Elsewhere, I have argued that the meeting of ‘the spatial’ and ‘the social’ in urban neighbourhoods in several East and Southeast Asian cities should not easily be glorified and seen as an essential condition for living in cities.[iii] Crowded inner-city alleyways are not necessarily a proof of successful and happy community life, though it is often readily put forward as such. It may also mean that houses bordering the alleys are old, cramped, and small, while inhabitants are forced to move out and live in the open courtyard or a semi-public alleyway without the prospect of better housing. What may hold for cities in East and Southeast Asia will be equally or even more relevant for neighbourhoods in India. In an Indian city, exposure to the semi-public arena of a neighbourhood is (also) a socio-economic matter and related to the size and quality of a house.
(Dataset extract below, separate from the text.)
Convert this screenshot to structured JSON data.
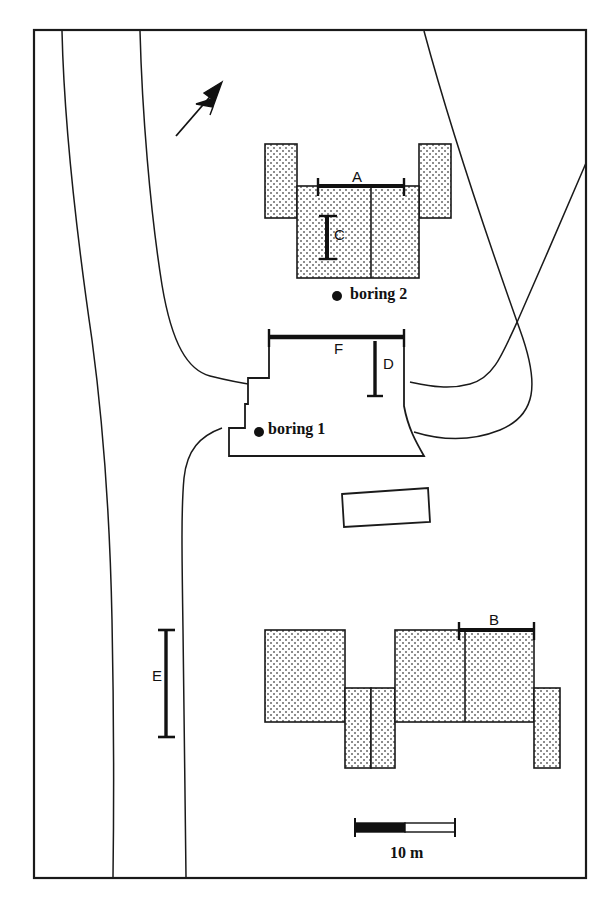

What matters even more in Indian cities is the powerful existence of purdah, the religiously/culturally based rules regarding the (restricted) exposure of women to the semi-public and public arena, according to caste or class. I missed in this volume a serious effort to discuss these socio-economic and gender dimensions of the use of neighbourhood spaces. Some remarks were there in some papers, but only marginally. Such mentions were almost casual. Spatial behaviour for women was only discussed for a special category of young single female professionals, and not for the rank and file of ‘just ordinary’ women in ’just ordinary’ urban neighbourhoods. This is certainly a missed opportunity when focusing on India’s urban neighbourhoods.

 

[i] Kaiwan Mehta, The Terrain of Home, and within Urban Neighbourhoods (a case of the Bombay chawls), p. 82, in, Neera Adarkar (ed), The Chawls of Mumbai, galleries of life, Delhi, ImprintOne, 2011, pp. 81-88.

[ii] Councillors who demanded funds for slum improvement were reprimanded by the housing officials for having an “illusion of the inexhaustible purse of government” (quoted by Fatima, p. 281).

[iii] See my review of: Marie-Gibert Flutre & Heide Imai (eds), Asian Alleyways, an urban vernacular in times of globalisation. Amsterdam University Press, 2020. IIAS Review Section, Posted February 2022.